In A Hand Basket, Kid"



by Wendel James Potter
November 4, 2007



Sign Post on the Hand Basket Road




When Mom made travel plans for my future, they were not of the "3 Exciting Days, 2 Fun-Filled Nights" variety. No, the itinerary she ominously offered was of a prophetic nature and had a foreboding eternal slant to it.

Keep in mind that my mother was of the hardscrabble Irish old school of Roman Catholicism. As a matter of fact, the more I ponder it, I'm not certain Rome even figured into it. Dublin, Donegal, or Galway perhaps, but not Rome.

Her family's sentiment, along with the consensus of many of their Irish neighbors back in Iowa , and which was more than likely proclaimed over the rim of a beer glass, could best be summed up like this:

"The Church would be better off by a darn sight if it had a Michael Griffin or a Patrick O'Flaherty for Pope and with him sayin' Sunday Mass in a humble stone church in County Cork instead of a bloomin' basilica at the Vatican."

Still in all, you didn't want to spout too much negativity where the Pope was concerned, whether he be Italian or Polish or named Pius or John or Paul or John Paul or George or Ringo, the Roman numeral suffixes notwithstanding.

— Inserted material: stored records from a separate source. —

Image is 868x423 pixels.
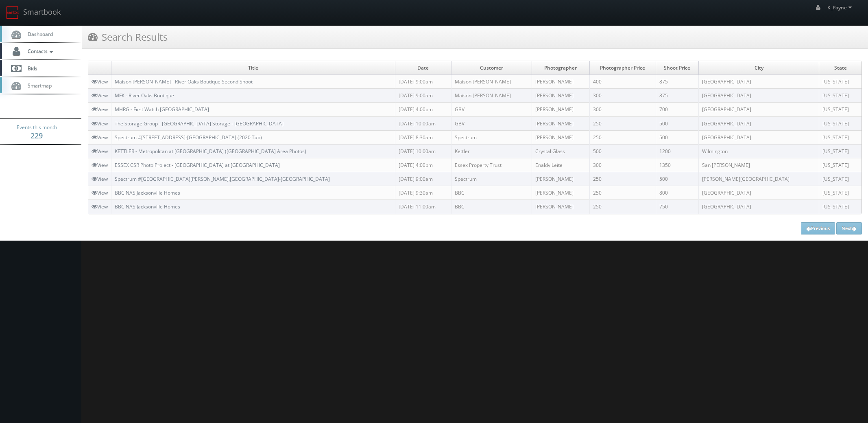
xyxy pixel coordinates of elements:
a: View [91,78,108,85]
td: Maison [PERSON_NAME] [451,88,532,103]
td: 250 [589,130,656,144]
td: Essex Property Trust [451,158,532,172]
td: 250 [589,172,656,186]
td: [US_STATE] [819,158,862,172]
span: Events this month [16,123,57,132]
td: 500 [589,144,656,158]
td: Spectrum [451,130,532,144]
td: Kettler [451,144,532,158]
a: View [91,175,108,182]
td: GBV [451,116,532,130]
td: Photographer [532,61,589,75]
td: Shoot Price [656,61,699,75]
img: smartbook-logo.png [6,6,19,19]
a: BBC NAS Jacksonville Homes [115,189,180,196]
span: K_Payne [827,4,854,11]
a: MHRG - First Watch [GEOGRAPHIC_DATA] [115,106,209,113]
td: Customer [451,61,532,75]
a: View [91,189,108,196]
td: Title [111,61,395,75]
td: State [819,61,862,75]
td: 250 [589,186,656,200]
td: [DATE] 9:00am [395,75,451,88]
td: [DATE] 8:30am [395,130,451,144]
td: 500 [656,116,699,130]
td: Date [395,61,451,75]
a: View [91,162,108,169]
a: BBC NAS Jacksonville Homes [115,203,180,210]
td: [DATE] 10:00am [395,116,451,130]
td: [PERSON_NAME] [532,116,589,130]
td: [DATE] 4:00pm [395,103,451,116]
td: 875 [656,75,699,88]
a: Spectrum #[STREET_ADDRESS]-[GEOGRAPHIC_DATA] (2020 Tab) [115,134,262,141]
td: 700 [656,103,699,116]
td: 300 [589,88,656,103]
td: [US_STATE] [819,200,862,214]
a: View [91,147,108,155]
td: 800 [656,186,699,200]
a: Maison [PERSON_NAME] - River Oaks Boutique Second Shoot [115,78,253,85]
td: 1200 [656,144,699,158]
td: BBC [451,186,532,200]
td: [US_STATE] [819,130,862,144]
td: [PERSON_NAME] [532,172,589,186]
a: The Storage Group - [GEOGRAPHIC_DATA] Storage - [GEOGRAPHIC_DATA] [115,120,283,127]
td: 400 [589,75,656,88]
td: San [PERSON_NAME] [698,158,819,172]
a: View [91,120,108,127]
a: ESSEX CSR Photo Project - [GEOGRAPHIC_DATA] at [GEOGRAPHIC_DATA] [115,162,280,169]
td: BBC [451,200,532,214]
td: [DATE] 9:30am [395,186,451,200]
a: View [91,134,108,141]
td: [PERSON_NAME] [532,103,589,116]
td: [DATE] 10:00am [395,144,451,158]
td: [GEOGRAPHIC_DATA] [698,130,819,144]
td: Enaldy Leite [532,158,589,172]
td: [DATE] 9:00am [395,88,451,103]
td: 750 [656,200,699,214]
a: MFK - River Oaks Boutique [115,92,174,99]
td: [PERSON_NAME] [532,200,589,214]
td: [DATE] 11:00am [395,200,451,214]
td: Spectrum [451,172,532,186]
td: [PERSON_NAME] [532,130,589,144]
td: Wilmington [698,144,819,158]
td: [PERSON_NAME] [532,186,589,200]
a: KETTLER - Metropolitan at [GEOGRAPHIC_DATA] ([GEOGRAPHIC_DATA] Area Photos) [115,147,306,155]
strong: 229 [31,131,42,140]
a: View [91,203,108,210]
td: [US_STATE] [819,88,862,103]
td: [US_STATE] [819,103,862,116]
td: GBV [451,103,532,116]
td: [US_STATE] [819,75,862,88]
td: [GEOGRAPHIC_DATA] [698,200,819,214]
td: [PERSON_NAME] [532,75,589,88]
td: [US_STATE] [819,144,862,158]
td: [US_STATE] [819,172,862,186]
td: [PERSON_NAME][GEOGRAPHIC_DATA] [698,172,819,186]
td: [DATE] 9:00am [395,172,451,186]
td: [GEOGRAPHIC_DATA] [698,75,819,88]
td: [PERSON_NAME] [532,88,589,103]
td: [DATE] 4:00pm [395,158,451,172]
a: View [91,92,108,99]
span: Contacts [24,48,55,54]
span: Smartmap [24,82,52,88]
h3: Search Results [88,29,167,44]
td: 875 [656,88,699,103]
td: [GEOGRAPHIC_DATA] [698,186,819,200]
a: View [91,106,108,113]
td: Photographer Price [589,61,656,75]
td: 250 [589,200,656,214]
span: Dashboard [24,31,53,37]
td: City [698,61,819,75]
td: [GEOGRAPHIC_DATA] [698,103,819,116]
td: [GEOGRAPHIC_DATA] [698,88,819,103]
td: [US_STATE] [819,186,862,200]
td: 300 [589,103,656,116]
td: 250 [589,116,656,130]
td: 500 [656,172,699,186]
td: 300 [589,158,656,172]
td: [US_STATE] [819,116,862,130]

Especially if you were sober and in your right mind.

After all, the Pope was still Catholic no matter how you cut it.

I was a Catholic through and through, baptized when I was four days old. I attended parochial school through the 8th grade and was an altar boy from 5th grade through my senior year in high school.

How my mom and her mother both wanted to see me become a priest. For a time I had even considered that path. But something got in the way: girls!

And eventually, the best girl in the world, the one I married.

As I grew into a free-thinking adult, I began to feel I was practicing my Catholicism more by tradition than by belief. This bothered me and gave rise to many questions regarding my faith. I began to fall away, as they say, from the Church.

Who better to discuss these Church matters with than my mother, the woman who, from the day I was born, nurtured my Irish Catholic roots (probably with holy water and Miracle Gro). I never asked her for advice. I merely told her what was on my mind.

For instance, I would mention that I felt it was not a mortal sin to miss Mass on Sunday, that the Pope had no authority and wore funny hats, and that going to confession was, in the Irish vernacular, a lot of blarney.

Mom would shake her head at such talk, click her tongue against her teeth, and stake out my destiny: "Gods! You're goin' to hell in a hand basket, kid!"

That became her stock retort whenever I lambasted the Catholic Church.

I guess this was her way of saying I was being blasphemous. She worried terribly about my soul and the souls of my siblings.

Mom didn't get a lot of joy out of life. She had endured a tough childhood on a poor farm. She was introverted and racked by a painful lack of self-esteem.

She loved us kids, I'm sure, but rarely if ever said so. But I know she prayed for us and asked the Lord to keep us on the road to heaven. The High Catholic road, no doubt.

I truly think Mom disdained this life on earth and left it to faith that there really would be a just reward in the hereafter. She hoped for it, for all of us.

So it was probably with a twinkling hint of her Irish sense of humor, and perhaps just a bit of trepidation, that she told me I was headed to hell in a hand basket. Or maybe she really did think that.

I didn't take her warning seriously. I still don't. But God love her for caring.

Meanwhile, I'm just going to crawl into that hand basket and hang on for the rest of the ride. I just hope it doesn't turn out that I'm full of blarney.